St Paul is a man on a mission.
He is determined to spread the news of Jesus Christ to every corner of his world. By the time he is writing his letter to the churches in Rome,
he and others had travelled all around the eastern half of the Roman Empire and planted churches in every major city throughout all the provinces,
Now, Paul has set his eyes on the wild west, on Spain. We may think of Paul as a lone traveler working to spread the good news of Christ
but in fact he worked with a team and had the support of a network of friends and supporters.
So if he is to go west, he needs the help of people,
like the people in Rome who can support him.
But the Church in Rome is beset with divisions and rancorous disputes,
primarily between those Christians who were Jewish and those who were gentiles.
So before Paul can go west, he must first find a way to unite these fractious groups so that they can devote their energies to mission.
In the excerpt from his letter that we heard today, Paul says
that “those who live according to the flesh set their minds on the things of the flesh…[and] the mind that is set on the flesh is hostile to God.”
What he’s talking about is the ways in which we seek to be right and to assert ourselves over others
And to always get our own way, goes against what God wants for us.
To set our minds on the way of the flesh, is to be worried about ourselves above and beyond all other concerns, and to think our needs and desires are the most important.
But one of Paul’s key insights is that to a large extent, we are not able to do what God wants on our own. I think it was only last Sunday when we heard Paul talking about not being able to do the things he wants, but instead doing things he abhors.
I don’t know about you, but this certainly is something I’ve experienced. I rarely lack for things to confess to God. I often seem to get in my own way.
And recent research into the brain confirms Paul’s insights and suggests that our capacity to rationally choose our behavior is, actually, pretty limited, if it exists at all. Instead we are driven by unconscious desires and impulses, our motivations deeply enmeshed in a web of genetics, family dynamics and cultural conditioning.
The beliefs and values we see around us, the expectations of family, friends and society matter. Not just our genes, but our surroundings and our caretakers begin to set the patterns of our lives from the minute we’re born. How and where we grow up matters. And it matters because we are not isolated individuals but members of society. Humans are inherently social beings.
And as a father, this worries me because America today seems a much meaner, angrier and harder place than it has been in a long time. The powers and principalities of the world, what we might call evil seems to be running rampant. Too many in this country have turned their backs on their fellow citizens to look only after themselves.
We have placed the individual and the individual’s rights in a place of prominence which too often seems to lead to boorish behavior at best, and violent hatefulness at worst.
Too often, public discourse, in the larger society but also in the church, is beset with personal attacks and the denigration of those who disagree with us.
Our appeals to morality and to ideal, just like the ancient Romans appeals to Mosaic Law or Greek Philosophy, are clubs we use to force submission or separation of those who disagree.
Getting your way by shouting louder than everyone else isn’t what I want my daughter learn. I don’t want her to look at the people around her and be thinking of ways to manipulate them to her own advantage. I want her to look at the people around her and see her neighbors and be thinking of ways to show her love and respect.
Abraham Lincoln said that a house divided against itself cannot stand, and in saying so he was echoing the wisdom of Paul and the gospels that speak of the need for recognition of the common humanity of all our brothers and sisters who walk this earth with us.
Paul writes; “But you are not in the flesh; you are in the Spirit, since the Spirit of God dwells in you.”
Think about that for a second, because it is as true for us it was for the ancient Christians – the Spirit of God dwells within us.
Paul is reminding the Roman Christians that they are more and better than the divisions that were consuming them,
that they are immersed in Christ and filled with the Spirit.
God has come amongst them in Christ and has promised to stay.
To stay and take on all their fears unto himself so that they may be freed of the burden of carrying them around.
Rather than living in a culture of fear and privation, they are to live in a culture of hope and abundance.
And that promise is the same promise that has been given to us.
God’s Spirit is alive within us. Along with our genetics and our psychic conditioning, the Hoy Spirit is also at work driving our actions and reactions.
Inside of us as baptized Christian, alongside our DNA, our family systems, our cultural conditioning, there is God. The spirit of God dwells within us, in our innermost being, so that God also becomes part of the unconscious underpinnings of our daily lives.
If there is hope for our society and our nation then, it lies with God, and with us. We are called to live in the hope and abundance of God’s promise to us – that we are to share in Christ’s resurrection.
We must invite and allow to grow that spirit which dwells within us. It is not enough to be believers in Christ, we must become doers of Christ, humble and tireless laborers in the vineyards of the Lord.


What the exercise asks: Among the entries, find the lines with the string "להשתמש" and report them.

━━━━━ Data

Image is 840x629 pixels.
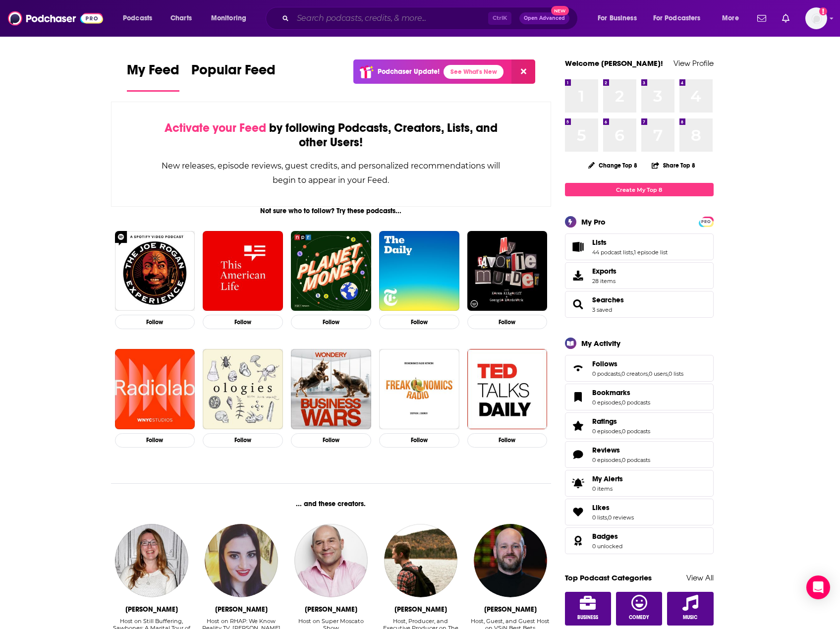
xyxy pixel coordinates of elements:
[191,61,275,85] span: Popular Feed
[581,338,620,348] div: My Activity
[115,350,195,429] img: Radiolab
[819,7,827,16] svg: Add a profile image
[488,12,511,24] span: Ctrl K
[467,350,547,429] a: TED Talks Daily
[293,10,488,26] input: Search podcasts, credits, & more...
[592,532,622,541] a: Badges
[592,238,668,247] a: Lists
[202,350,283,429] img: Ologies with Alie Ward
[647,10,715,26] button: open menu
[620,370,621,377] span: ,
[674,59,714,67] a: View Profile
[568,298,588,311] a: Searches
[686,574,714,582] a: View All
[633,248,668,256] a: 1 episode list
[275,7,587,30] div: Search podcasts, credits, & more...
[8,9,103,28] img: Podchaser - Follow, Share and Rate Podcasts
[565,592,612,626] a: Business
[592,359,617,369] span: Follows
[127,61,180,92] a: My Feed
[683,614,697,620] span: Music
[805,7,827,29] img: User Profile
[565,528,714,554] span: Badges
[648,370,648,377] span: ,
[115,433,195,447] button: Follow
[115,524,188,597] img: Dr. Sydnee McElroy
[202,231,283,311] img: This American Life
[291,231,371,311] a: Planet Money
[722,11,739,25] span: More
[565,441,714,468] span: Reviews
[653,11,701,25] span: For Podcasters
[608,514,633,521] a: 0 reviews
[111,500,551,508] div: ... and these creators.
[164,10,197,26] a: Charts
[125,605,178,614] div: Dr. Sydnee McElroy
[592,446,650,455] a: Reviews
[592,542,622,550] a: 0 unlocked
[805,7,827,29] span: Logged in as ereardon
[700,218,712,226] span: PRO
[111,207,551,215] div: Not sure who to follow? Try these podcasts...
[568,534,588,548] a: Badges
[394,605,446,614] div: Jason Moon
[577,614,598,620] span: Business
[667,592,714,626] a: Music
[668,370,683,377] a: 0 lists
[592,457,621,464] a: 0 episodes
[551,6,569,16] span: New
[565,470,714,497] a: My Alerts
[805,7,827,29] button: Show profile menu
[115,231,195,311] img: The Joe Rogan Experience
[379,314,459,329] button: Follow
[379,231,459,311] a: The Daily
[384,524,458,597] img: Jason Moon
[633,248,633,256] span: ,
[715,10,752,26] button: open menu
[161,121,501,150] div: by following Podcasts, Creators, Lists, and other Users!
[467,231,547,311] a: My Favorite Murder with Karen Kilgariff and Georgia Hardstark
[582,159,644,171] button: Change Top 8
[191,61,275,92] a: Popular Feed
[648,370,668,377] a: 0 users
[621,457,622,464] span: ,
[592,266,616,276] span: Exports
[753,10,770,27] a: Show notifications dropdown
[565,384,714,410] span: Bookmarks
[592,359,683,369] a: Follows
[161,159,501,188] div: New releases, episode reviews, guest credits, and personalized recommendations will begin to appe...
[592,295,624,305] span: Searches
[592,306,612,313] a: 3 saved
[592,446,619,455] span: Reviews
[202,433,283,447] button: Follow
[629,614,649,620] span: Comedy
[116,10,165,26] button: open menu
[205,524,278,597] img: Shannon Gaitz
[211,11,246,25] span: Monitoring
[204,10,260,26] button: open menu
[621,427,622,435] span: ,
[568,390,588,404] a: Bookmarks
[581,217,606,227] div: My Pro
[291,433,371,447] button: Follow
[592,427,621,435] a: 0 episodes
[565,291,714,318] span: Searches
[379,433,459,447] button: Follow
[568,476,588,490] span: My Alerts
[568,240,588,254] a: Lists
[622,427,650,435] a: 0 podcasts
[473,524,547,597] img: Wes Reynolds
[590,10,649,26] button: open menu
[565,499,714,525] span: Likes
[565,574,651,582] a: Top Podcast Categories
[592,503,610,512] span: Likes
[592,532,618,541] span: Badges
[170,11,192,25] span: Charts
[524,16,565,21] span: Open Advanced
[202,314,283,329] button: Follow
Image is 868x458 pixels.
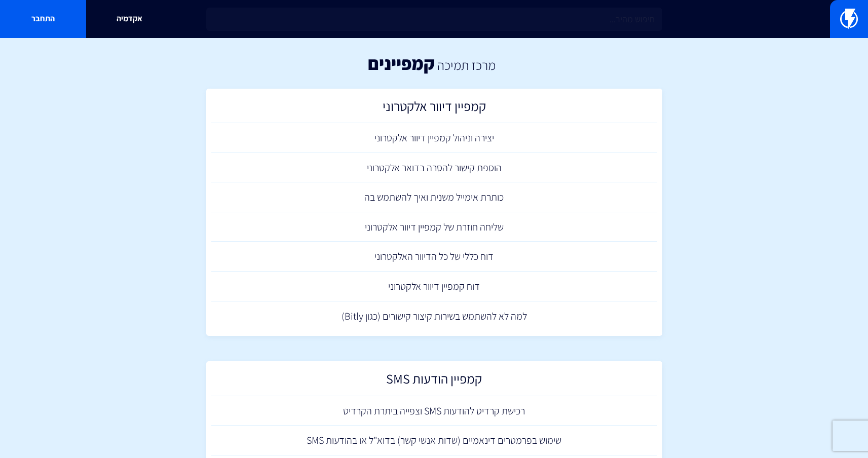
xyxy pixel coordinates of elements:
[211,426,658,456] a: שימוש בפרמטרים דינאמיים (שדות אנשי קשר) בדוא"ל או בהודעות SMS
[211,272,658,302] a: דוח קמפיין דיוור אלקטרוני
[211,366,658,396] a: קמפיין הודעות SMS
[206,8,662,31] input: חיפוש מהיר...
[437,56,496,73] a: מרכז תמיכה
[211,123,658,153] a: יצירה וניהול קמפיין דיוור אלקטרוני
[211,94,658,124] a: קמפיין דיוור אלקטרוני
[211,182,658,212] a: כותרת אימייל משנית ואיך להשתמש בה
[216,99,652,119] h2: קמפיין דיוור אלקטרוני
[211,396,658,426] a: רכישת קרדיט להודעות SMS וצפייה ביתרת הקרדיט
[211,302,658,331] a: למה לא להשתמש בשירות קיצור קישורים (כגון Bitly)
[368,53,435,73] h1: קמפיינים
[216,371,652,391] h2: קמפיין הודעות SMS
[211,212,658,242] a: שליחה חוזרת של קמפיין דיוור אלקטרוני
[211,242,658,272] a: דוח כללי של כל הדיוור האלקטרוני
[211,153,658,183] a: הוספת קישור להסרה בדואר אלקטרוני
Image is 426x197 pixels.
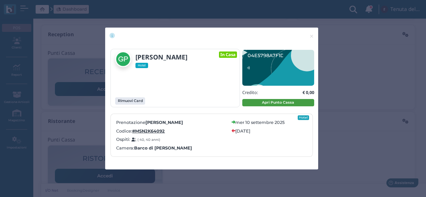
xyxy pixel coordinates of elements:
span: Assistenza [20,5,44,10]
h5: Credito: [242,90,258,95]
span: Hotel [136,63,148,68]
a: #MSN2K64092 [132,128,165,135]
span: × [309,32,314,41]
small: ( 40, 40 anni) [138,138,160,142]
b: In Casa [220,52,236,58]
label: mer 10 settembre 2025 [235,120,285,126]
b: Barco di [PERSON_NAME] [134,145,192,152]
b: [PERSON_NAME] [136,53,187,62]
button: Apri Punto Cassa [242,99,314,107]
div: Hotel [298,116,309,120]
img: GERARDUS PETRUS DENNEMANS [115,51,131,67]
label: Codice: [116,128,228,135]
text: 04E5798A7F1D90 [248,53,291,59]
a: [PERSON_NAME] Hotel [115,51,204,68]
label: Camera: [116,145,192,152]
label: Ospiti: [116,137,228,143]
label: [DATE] [235,128,250,135]
label: Prenotazione [116,120,228,126]
button: Rimuovi Card [115,98,145,105]
b: [PERSON_NAME] [146,120,183,125]
b: € 0,00 [303,90,314,96]
b: #MSN2K64092 [132,129,165,134]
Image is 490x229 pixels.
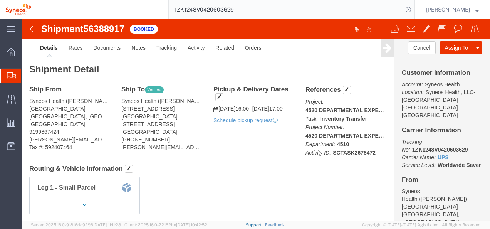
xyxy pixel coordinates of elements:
[5,4,31,15] img: logo
[169,0,403,19] input: Search for shipment number, reference number
[246,222,265,227] a: Support
[93,222,121,227] span: [DATE] 11:11:28
[31,222,121,227] span: Server: 2025.16.0-91816dc9296
[362,222,481,228] span: Copyright © [DATE]-[DATE] Agistix Inc., All Rights Reserved
[124,222,207,227] span: Client: 2025.16.0-22162be
[265,222,285,227] a: Feedback
[426,5,470,14] span: Mohit Kapoor
[22,19,490,221] iframe: FS Legacy Container
[426,5,479,14] button: [PERSON_NAME]
[176,222,207,227] span: [DATE] 10:42:52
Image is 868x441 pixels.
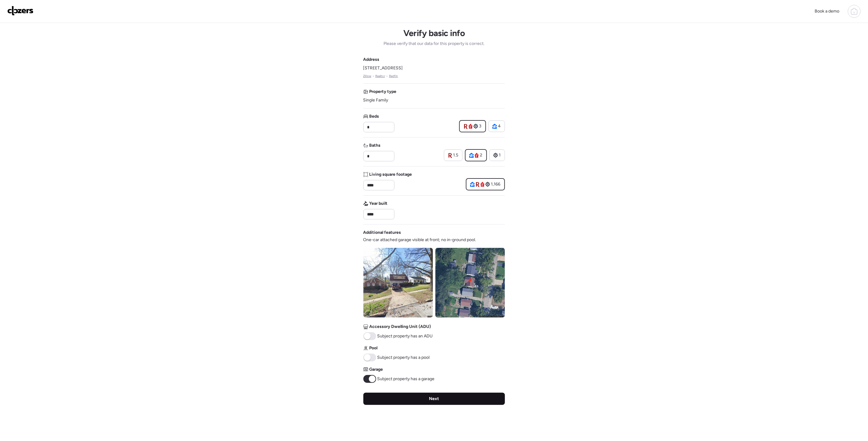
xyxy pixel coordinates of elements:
[389,74,399,79] a: Redfin
[500,152,501,158] span: 1
[498,123,501,129] span: 4
[377,354,430,361] span: Subject property has a pool
[480,123,482,129] span: 3
[377,333,433,339] span: Subject property has an ADU
[383,41,485,46] span: Please verify that our data for this property is correct.
[370,113,379,119] span: Beds
[363,229,401,236] span: Additional features
[375,74,385,79] a: Realtor
[363,237,476,243] span: One-car attached garage visible at front; no in-ground pool.
[373,74,374,79] span: •
[491,181,501,187] span: 1,166
[370,200,388,207] span: Year built
[363,57,380,63] span: Address
[370,172,412,178] span: Living square footage
[370,324,431,330] span: Accessory Dwelling Unit (ADU)
[454,152,459,158] span: 1.5
[8,6,33,16] img: Logo
[370,345,378,351] span: Pool
[387,74,388,79] span: •
[404,28,465,38] h1: Verify basic info
[370,89,397,95] span: Property type
[370,366,383,373] span: Garage
[363,97,388,103] span: Single Family
[377,376,435,382] span: Subject property has a garage
[363,65,403,71] span: [STREET_ADDRESS]
[370,143,381,148] span: Baths
[480,152,483,158] span: 2
[815,9,840,14] span: Book a demo
[429,396,439,401] span: Next
[363,74,372,79] a: Zillow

━━━━━━━━━━

Written solution:
[211,182,658,212] a: כותרת אימייל משנית ואיך להשתמש בה
[211,302,658,331] a: למה לא להשתמש בשירות קיצור קישורים (כגון Bitly)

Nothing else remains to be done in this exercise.